Oliver Coates - Shelley’s on Zenn-La

Bandcamp Daily

This album displays the producer's heart: ecstatic avant-pop blended with shades of IDM.

Fri Sep 21 13:48:47 GMT 2018

Pitchfork 77

Radiohead’s favorite cellist steps out of their shadow on an album composed largely of beat-oriented electronic music influenced by—but not excessively reverent toward—the work of Aphex Twin.

Mon Sep 10 05:00:00 GMT 2018

Drowned In Sound 60

Oliver Coates would want me to write a story around his new album, I’m sure. He’d want me to play along with the conceit laid out in the presser – namely, that we’ve walked into a suave little dive bar on the outskirts of non-existent planet Zenn-La, and we’re bobbing our heads to some native bops from the scene. Funny thing is, this violin-wielding polymath has conjured much stranger landscapes. From the suspended polygons and apocalyptic visions of breakout record Upstepping, to the squiggly sketches penned with Mica Levi on Remain Calm, we’ve already traversed to some far-out worlds in Coates’ imagination.

Shelley's on Zenn-La by Oliver Coates

Compared to those adventures, then, third solo album Shelley’s on Zenn-La barely skims the atmosphere. I’m more inclined to detail various patterns of holographic wallpaper instead - which isn’t exactly an insult, per say. But they’re not pieces you can see people in – just patterns, fascinating zigzags and dots and foil leaves that fans of techno and IDM already have in their house somewhere, just not in these combinations. ‘Charlev’ qualifies as this sort of hypnotic wall décor – the oscillating synth and earthy shakers smack of something from Principe crew, but for sedated patrons in a savvy cocktail lounge, and for three minutes too long. In another room, Coates mixes some Arthur Russell-esque fiddle with rote drum-and-bass stuffs via ‘Cello Renoise’ – which, yet again, pleases the eye, but doesn’t really pop.

Still, a few designs stand out. Of all these tunes that supposedly represent scenes in a night club, ‘A Church’ is the only one you could maybe see yourself dance to. The congenial bass and effervescent synths that bubble at every corner recall the geometric serenity of Shy Layers (or, before that, Wally Badarou), yet some crystalline folk song seems to echo just above. No wonder Coates picked this one for the lead single – the momentum creates the illusion of crowds rather than just latticework, of a place where actual cultures combine instead of just styles.

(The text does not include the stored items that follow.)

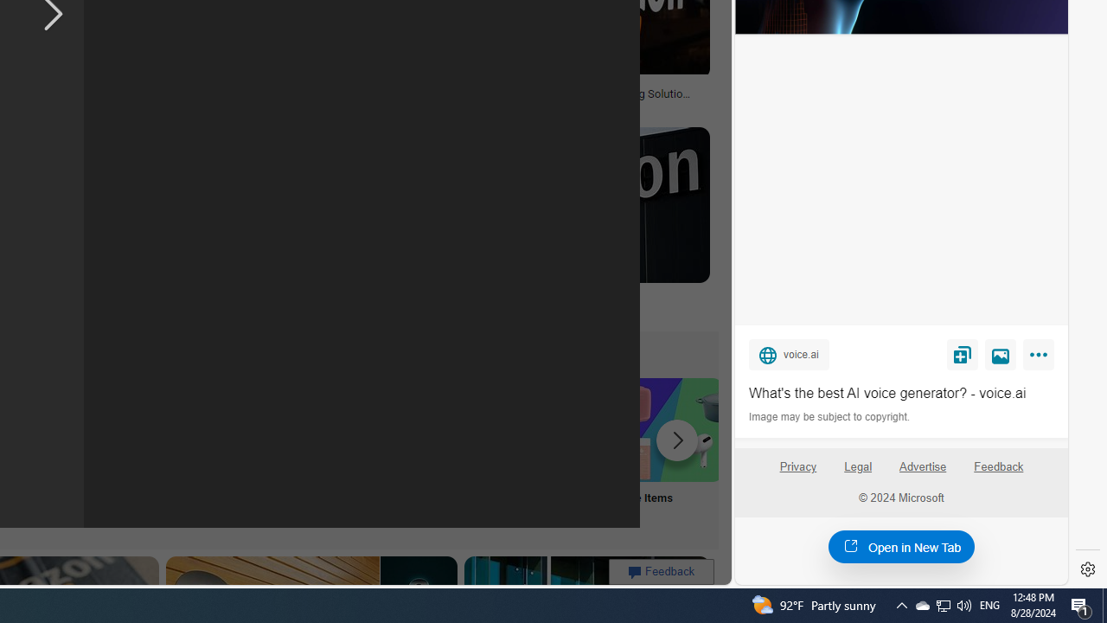  I want to click on mobilemarketingmagazine.com, so click(564, 106).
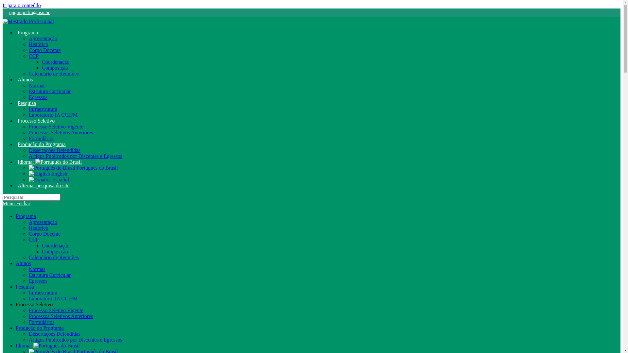 This screenshot has width=628, height=353. What do you see at coordinates (36, 120) in the screenshot?
I see `Processo Seletivo` at bounding box center [36, 120].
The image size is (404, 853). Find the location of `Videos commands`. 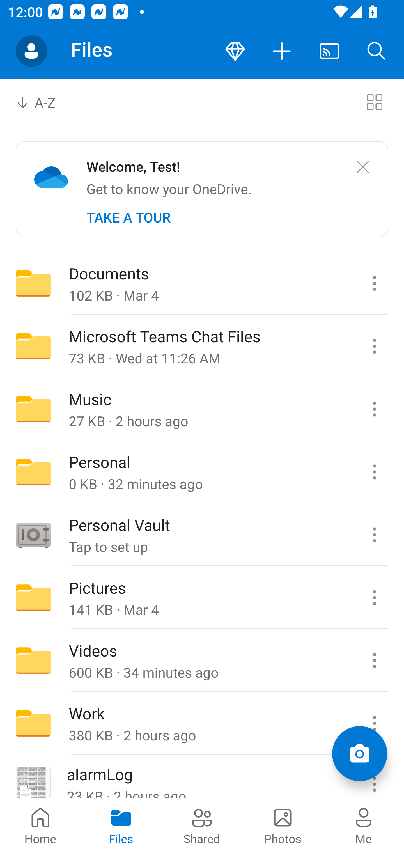

Videos commands is located at coordinates (374, 661).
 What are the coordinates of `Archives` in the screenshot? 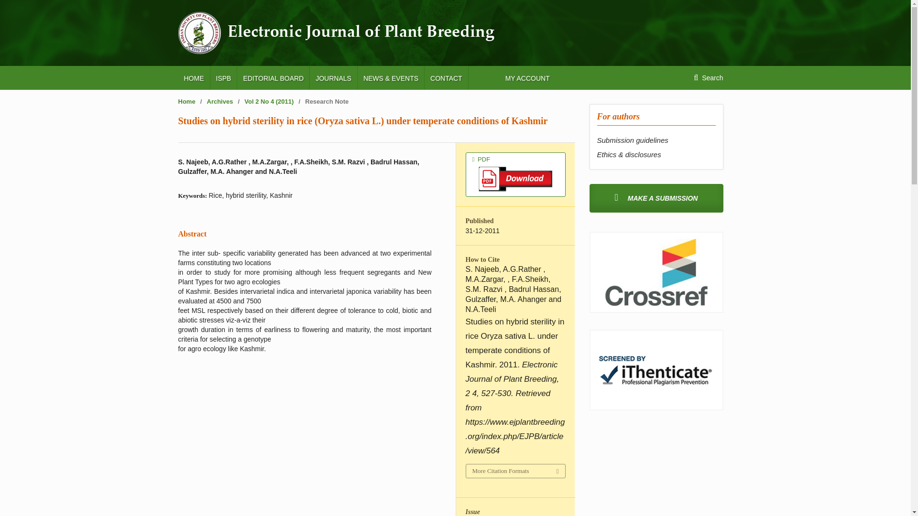 It's located at (220, 101).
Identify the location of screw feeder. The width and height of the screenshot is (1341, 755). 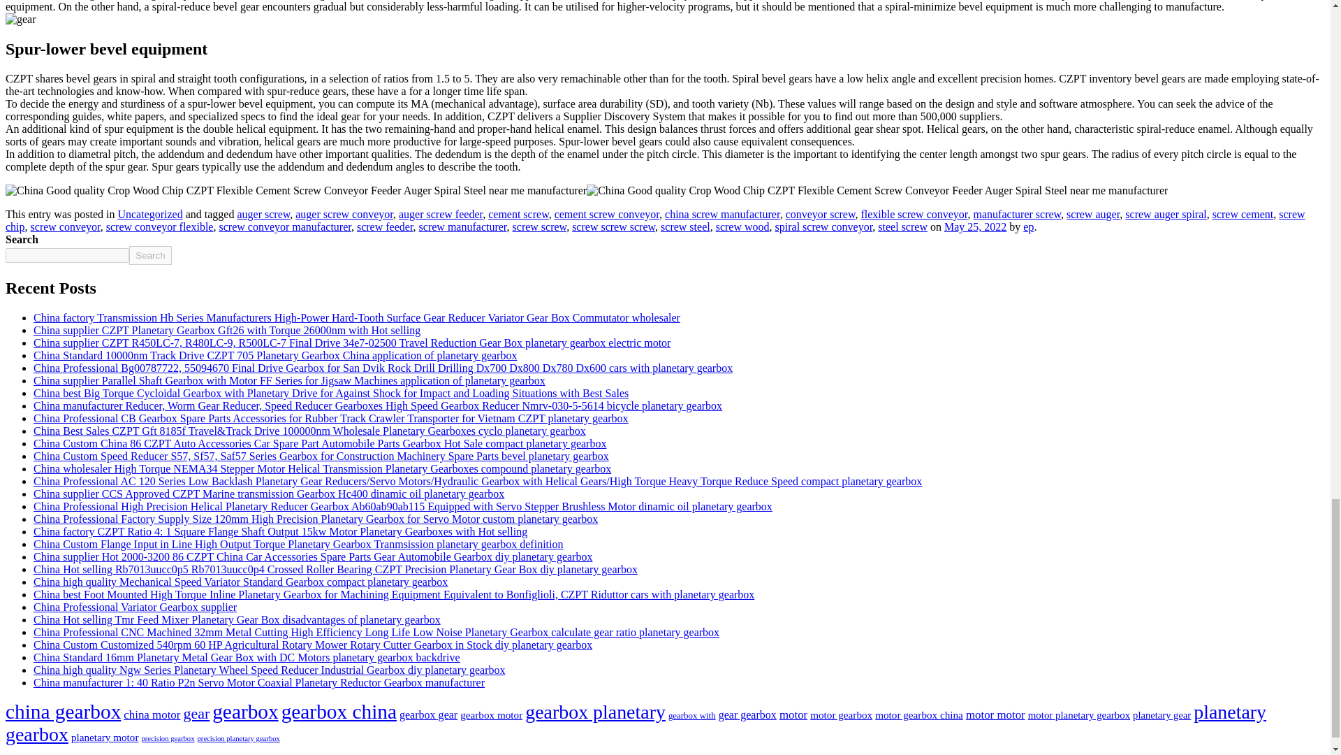
(384, 226).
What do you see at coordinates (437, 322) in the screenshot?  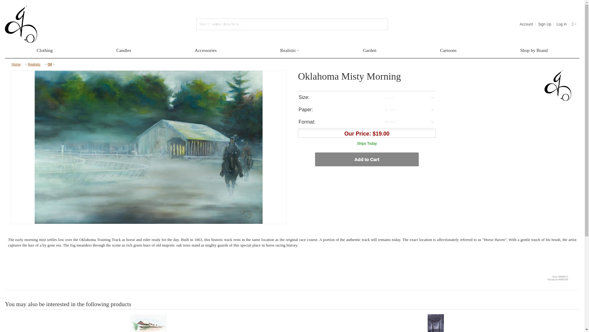 I see `The Walk` at bounding box center [437, 322].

Granted, there’s no lack of sunshine in Shelley’s, which leaves the same white glare over everything. A echo-y violin sketch, ‘Prairie’, adds some maroon shade, but the exit stairwell of ‘Perfect Apple With Silver Mark’ really dips the album down (finally!) into the more surrealist planes that Coates made his name with. Here, Autechre-like matrices drill down into a gently sloping cavern, with contours that expand ever so steadily wider. This is the only point where an extended run time seems justified, to accommodate the ever-yawning depths; too bad the whole expedition ends (as most tracks do on this album) at a dead stop, as if the system running this program just stopped rendering graphics mid-session.

You see how I haven’t mentioned the cosmos, though. Shelley’s does send us to a few distinct scenes, but for the most part, you could easily glide through without any impression at all. And while that’s ideal for hanging out in a lounge and schmoozing with other clubbers, that’s what a otherworldly composer should settle for.